The film has its faults. Trollope’s narrator’s words about a larger hard economic context, even with the addition of a trader; his making Barty and Mally so much older (though the film does not sentimentalize Mally); and his explicit conjuring up a marriage by which the Trenglos will escape the dire poverty they live in when we meet them in — are all lost.  Yet worse there is a completely uncalled-for thread of misogyny. Barty’s mother stigmatizes Mally in a store and insults Mally outside the church whereupon Mally angrily accuses the woman. In the film’s penultimate scene Barty’s mother acts in ways directly opposed to Trollope’s character: she is a deranged active jealous vixen. Eager to blame and to reject Mally: she becomes violent when Mally kisses Barty; her husband of course is then all reasonableness, as he placates the stupid woman, with Barty chiming in about how he has to be allowed to grow up too.  Why this was thought necessary or a worthy addition is beyond me. I am glad to exonerate Trollope’s text from any of this.

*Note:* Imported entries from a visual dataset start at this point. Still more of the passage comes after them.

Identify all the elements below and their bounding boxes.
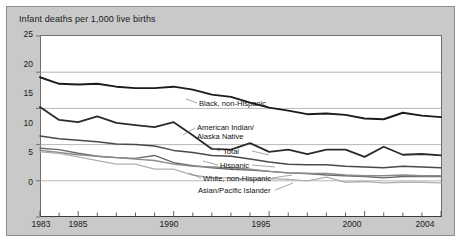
series-label-amerindian-line2: Alaska Native [197,133,243,142]
x-tick-1983: 1983 [21,219,61,229]
y-tick-15: 15 [11,88,33,98]
x-tick-1990: 1990 [149,219,189,229]
series-label-hispanic: Hispanic [220,162,249,171]
x-tick-1985: 1985 [58,219,98,229]
x-tick-2004: 2004 [405,219,445,229]
chart-figure: Infant deaths per 1,000 live births 25 2… [6,6,455,236]
y-tick-10: 10 [11,118,33,128]
series-label-white: White, non-Hispanic [203,175,271,184]
chart-title: Infant deaths per 1,000 live births [19,14,156,24]
series-label-black: Black, non-Hispanic [199,100,266,109]
series-label-asian: Asian/Pacific Islander [198,187,271,196]
y-tick-0: 0 [11,177,33,187]
y-tick-20: 20 [11,59,33,69]
y-tick-25: 25 [11,29,33,39]
series-label-total: Total [223,148,239,157]
x-tick-2000: 2000 [332,219,372,229]
x-tick-1995: 1995 [241,219,281,229]
y-tick-5: 5 [11,147,33,157]
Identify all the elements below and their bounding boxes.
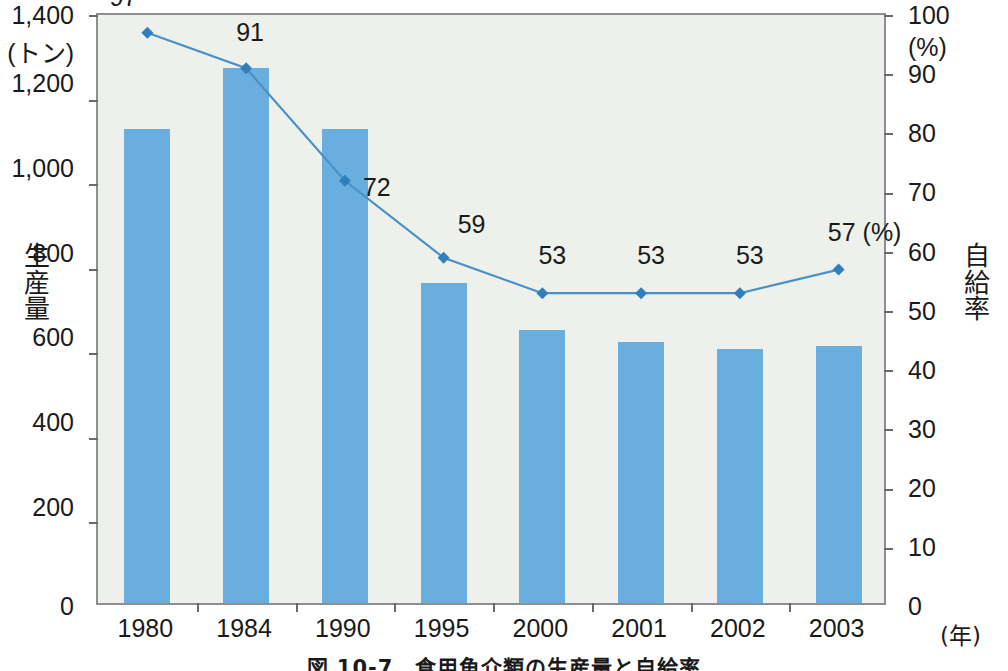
left-axis-unit: (トン) <box>0 33 74 69</box>
x-axis-label-1980: 1980 <box>90 614 200 643</box>
line-marker-2001 <box>635 287 647 299</box>
left-axis-tick-1200: 1,200 <box>0 69 74 98</box>
right-axis-title-char-2: 給 <box>962 270 992 297</box>
left-tick-mark-1,000 <box>89 184 98 186</box>
left-tick-mark-200 <box>89 522 98 524</box>
right-axis-unit: (%) <box>908 33 947 62</box>
x-axis-label-1995: 1995 <box>387 614 497 643</box>
right-axis-tick-0: 0 <box>908 592 922 621</box>
left-tick-mark-600 <box>89 353 98 355</box>
data-label-1990: 72 <box>363 172 391 201</box>
left-tick-mark-1,400 <box>89 15 98 17</box>
x-axis-label-2003: 2003 <box>782 614 892 643</box>
line-marker-2002 <box>734 287 746 299</box>
right-axis-title-char-3: 率 <box>962 296 992 323</box>
data-label-1980: 97 <box>109 0 137 11</box>
data-label-1984: 91 <box>236 18 264 47</box>
left-axis-title-char-2: 産 <box>22 270 52 297</box>
left-tick-mark-400 <box>89 438 98 440</box>
data-label-2002: 53 <box>736 241 764 270</box>
left-axis-tick-1400: 1,400 <box>0 1 74 30</box>
right-axis-tick-20: 20 <box>908 474 936 503</box>
line-path <box>147 33 838 293</box>
right-axis-tick-100: 100 <box>908 1 950 30</box>
x-axis-label-2002: 2002 <box>683 614 793 643</box>
right-axis-tick-50: 50 <box>908 297 936 326</box>
right-axis-tick-90: 90 <box>908 60 936 89</box>
left-axis-tick-0: 0 <box>0 592 74 621</box>
plot-area <box>96 13 886 605</box>
x-axis-label-1984: 1984 <box>189 614 299 643</box>
right-axis-title: 自 給 率 <box>962 243 992 323</box>
left-tick-mark-1,200 <box>89 100 98 102</box>
data-label-2003: 57 (%) <box>828 217 902 246</box>
right-axis-tick-60: 60 <box>908 238 936 267</box>
left-axis-title: 生 産 量 <box>22 243 52 323</box>
left-axis-tick-600: 600 <box>0 323 74 352</box>
left-axis-tick-200: 200 <box>0 493 74 522</box>
line-marker-2000 <box>536 287 548 299</box>
right-axis-tick-80: 80 <box>908 119 936 148</box>
left-tick-mark-800 <box>89 269 98 271</box>
right-axis: 100 (%) 90 80 70 60 50 40 30 20 10 0 <box>886 0 1008 671</box>
x-axis-label-2000: 2000 <box>485 614 595 643</box>
right-axis-title-char-1: 自 <box>962 243 992 270</box>
data-label-2000: 53 <box>538 241 566 270</box>
line-marker-2003 <box>833 264 845 276</box>
x-axis-label-1990: 1990 <box>288 614 398 643</box>
left-axis-tick-400: 400 <box>0 408 74 437</box>
right-axis-tick-30: 30 <box>908 415 936 444</box>
plot-inner <box>98 15 884 603</box>
right-axis-tick-40: 40 <box>908 356 936 385</box>
line-series-self-sufficiency <box>98 15 888 607</box>
figure-caption: 図 10-7 食用魚介類の生産量と自給率 <box>0 651 1008 671</box>
data-label-1995: 59 <box>458 209 486 238</box>
right-axis-tick-70: 70 <box>908 178 936 207</box>
x-axis-unit: (年) <box>940 617 981 651</box>
left-axis-tick-1000: 1,000 <box>0 154 74 183</box>
line-marker-1980 <box>141 27 153 39</box>
left-axis-title-char-1: 生 <box>22 243 52 270</box>
figure-container: 1,400 (トン) 1,200 1,000 800 600 400 200 0… <box>0 0 1008 671</box>
data-label-2001: 53 <box>637 241 665 270</box>
left-axis-title-char-3: 量 <box>22 296 52 323</box>
right-axis-tick-10: 10 <box>908 533 936 562</box>
x-axis-label-2001: 2001 <box>584 614 694 643</box>
left-axis: 1,400 (トン) 1,200 1,000 800 600 400 200 0 <box>0 0 96 671</box>
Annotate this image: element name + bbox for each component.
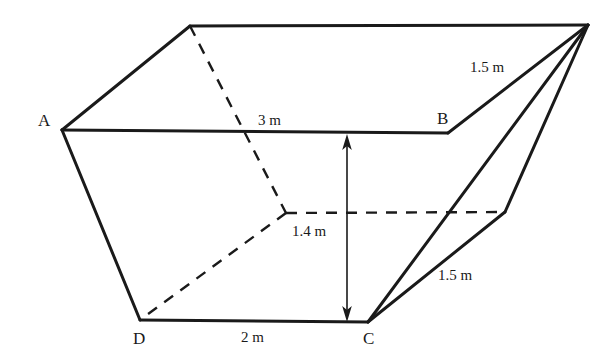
vertex-label-D: D xyxy=(133,330,145,347)
measure-1p4m-height: 1.4 m xyxy=(292,224,326,239)
geometry-figure: A B C D 3 m 2 m 1.4 m 1.5 m 1.5 m xyxy=(0,0,612,361)
hidden-edge-back-D xyxy=(140,213,286,320)
edge-A-D xyxy=(62,130,140,320)
vertex-label-C: C xyxy=(363,330,374,347)
measure-3m-top: 3 m xyxy=(258,113,281,128)
edge-A-topleft xyxy=(62,26,190,130)
measure-1p5m-upper-right: 1.5 m xyxy=(470,60,504,75)
vertex-label-B: B xyxy=(437,110,448,127)
measure-2m-bottom: 2 m xyxy=(241,330,264,345)
edge-topleft-topright xyxy=(190,25,588,26)
vertex-label-A: A xyxy=(38,112,50,129)
edge-B-topright xyxy=(448,25,588,133)
solid-edges xyxy=(62,25,588,322)
hidden-edge-back-backright xyxy=(286,212,505,213)
figure-canvas xyxy=(0,0,612,361)
measure-1p5m-lower-right: 1.5 m xyxy=(438,268,472,283)
edge-D-C xyxy=(140,320,368,322)
height-dimension-arrow xyxy=(342,134,352,322)
edge-A-B xyxy=(62,130,448,133)
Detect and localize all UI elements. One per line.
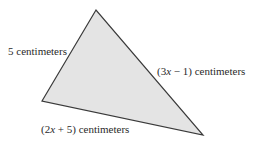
side-label-right-prefix: (3 xyxy=(157,65,166,77)
side-label-bottom-prefix: (2 xyxy=(41,123,50,135)
side-label-left-text: 5 centimeters xyxy=(8,45,67,57)
side-label-right: (3x − 1) centimeters xyxy=(157,66,245,77)
side-label-bottom-suffix: + 5) centimeters xyxy=(55,123,129,135)
side-label-bottom: (2x + 5) centimeters xyxy=(41,124,129,135)
side-label-right-suffix: − 1) centimeters xyxy=(171,65,245,77)
side-label-left: 5 centimeters xyxy=(8,46,67,57)
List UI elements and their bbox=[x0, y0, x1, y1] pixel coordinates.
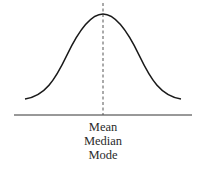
label-mean: Mean bbox=[53, 120, 153, 134]
label-mode: Mode bbox=[53, 148, 153, 162]
label-median: Median bbox=[53, 134, 153, 148]
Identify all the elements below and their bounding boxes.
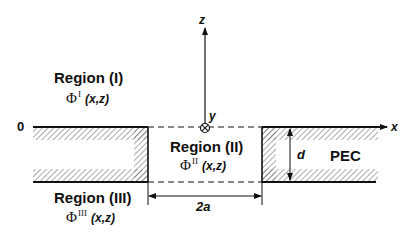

“Malachi’s Cove” is not alone as a masterpiece in the shorter kind for Trollope. In my book, Trollope on the Net, I made a case for a number of the novellas (to which The Warden belongs, books “under 300 pages” as Trollope put it). He was also capable of writing masterpieces in the very short kind.  Trollope once singled out the tragic tale of wasted alcoholic scholar  called “The Spotted Dog” as among the best stories he ever wrote, to which I would add the comic capitalist fable, “Why Frau Frohmann Raised Her Prices.” Also remarkable are his colonialist tales, two of which he singled out in The West Indies and Spanish Main as probably not getting the attention they deserve, “Returning Home” and “Aaron Trowe;” a third is “Journey to Panama.”  The poignant, Barchester-like story, “The Parson’s Daughter of Oxney Colne,” made a couple of my female students cry. Since there has been so little written about these stories, there is little consensus beyond these top-notch ones, and perhaps two of those I mentioned above, “The Ride Across Palestine” and “The Panjandrum,” and beyond them, another moving tragic tale, “La Mere Bauche,” and a rich Christmas parable story, “The Widow’s Mite.”   Several, if not exactly feminist, present strong women in still interesting circumstances, among which we may number Mally Trenglos. I concede (as have others), the collection is uneven: some fall very flat (what is bawdy to one person is unendurable to another, as in “The Relics of General Chasse”), some are painfully anti-feminist or racist (“An Unprotected Female” and “Miss Sarah Jack of Spanish Town”). But there is a strong case to be made for many of the mid-range stories as fresh, of considerable thematic, historic, autobiographical, and human appeal, artful in unexpected ways where Trollope, the master, extended himself successfully.


A Select Bibliography

Beaumont, Gregory.  “Anthony Trollope: A Critical Study of the Short Fiction,” unpublished Ph.D thesis, Florida State University, 1999.  Available at George Mason University Database. An excellent book.

Malachi’s Cove.  Dir, Script Henry Herbert.  Perf. Donald Pleasance, Veronica Gilligan, John Barrett, Peter Vaughn, David Bradley.  Impact Quadrant & Penrith, 1973.

James, Henry.  “Antony Trollope,” Partial Portraits, 1983, may be found complete on The Victorian Web, https://victorianweb.org/authors/jamesh/trollope.html

Navakas, Francine.  “A Review [of The Complete Short Stories of Anthony Trollope for the Trollope Society, ed Betty Jane Slemp]: The Case for Trollope’s Short Stories,” Modern Philology, 83:2 (1975):172-78.

Ray, Gordon.  “Trollope at Full Length,” Huntington Library Quarterly, 31:4 (1968): 313-40.

Stone, Donald. “Trollope as a Short Story Writer,” Nineteenth Century Fiction, 31:1 (1976):26-47

Trollope, Anthony.  Early Short Stories, Later Short Stories, ed. Introd, notes John Sutherland.  Oxford UP, 1994, 1994.

The Complete Shorter Fiction, ed., intro, notes Julian Thompson.  NY: Carol & Graf, 1992.